There are a lot of elusive, moving parts to the question of students’ awareness, coherence, and worldviews. Are they aware? In as much as they seem cognizant, physically present, awake. Are they coherent? In as much as they’ve strung meaningful words in to meaningful sentences on every occasion I’ve given them to do so. Do they present evidence of the scope of their worldviews? In as much as they perform in writing and in discussion for what they perceive to be the needs and wants of their audience: their peers and instructor.

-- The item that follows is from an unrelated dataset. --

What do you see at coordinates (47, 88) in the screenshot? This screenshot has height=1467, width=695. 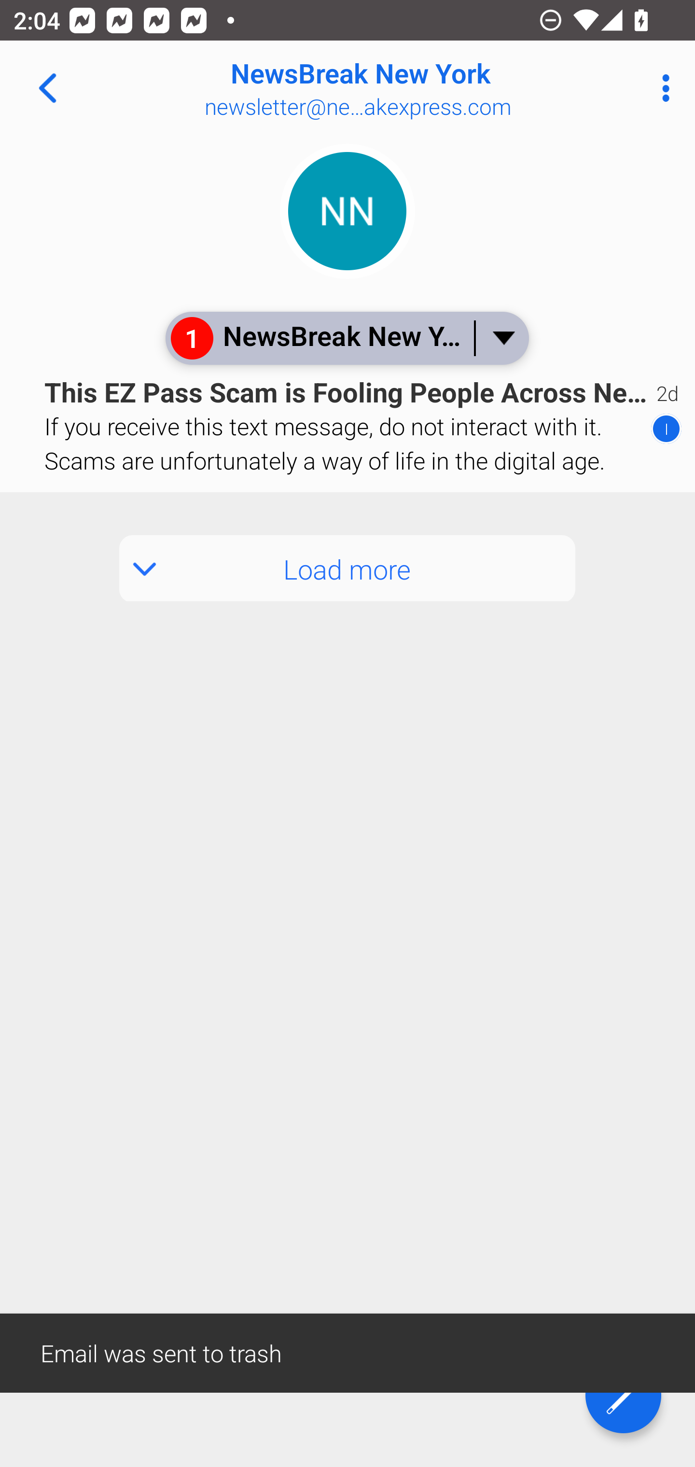 I see `Navigate up` at bounding box center [47, 88].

I’ve absolutely seen evidence from assignment to assignment of their beliefs and worldviews. Students in their personal letters talked about the social influences that brought them to university and to ENG101, from economics to race to religion. Their literacy timelines also were rich in “world history” details (though I don’t know how much of that proceeded from their own awareness and knowledge, and how much stemmed from cursory Google searches). Several of their fastwrites also start to identify their positions in the socio-political matrix. Now, their research questions—which range from evaluating the efficacy of religious sponsorships to critiques of the WWU Honor Program’s curriculum—indicate students whose worldview is, at the very least, encapsulates more than just the “world” of their own experience.

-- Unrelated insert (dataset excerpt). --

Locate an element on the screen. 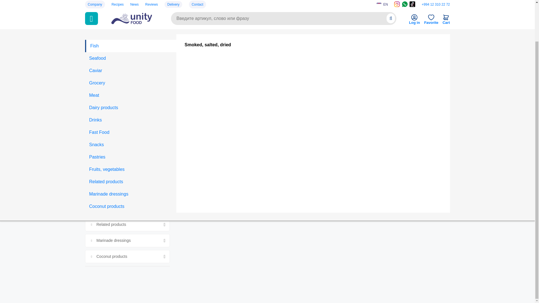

I can read things like their fastwrites and their literacy narratives and their research questions and I can presume to construct a worldview out of it—but, first of all, that’s entirely subjective. There are so many gaps in what I know of my students that those few puzzle pieces I have could combine with any number of other pieces unknown to construct an infinite spectrum of worldviews. Not only that, but the way that I interpret what they write is absolutely biased by how I perceive them from class. Second, whatever they commit to paper and hand in to me is necessarily performative. There’s a sort of scale that I think most students engage in when they write for a class that ranges from trying-to-ingratiate-themselves-to-the-instructor all the way to trying-to-buck the-instructor’s-authority. Maybe that’s reductive or jaded, but I think even the most inexperienced writers have a sense of that they have an audience, regardless of how they decide to engage or disengage from their audience’s needs or expectations. Much like in the case of trying to evaluate my “difference” from my students, I hesitate to try to deduce the interiority of my student’s through my own subjective experience of their institutional performance.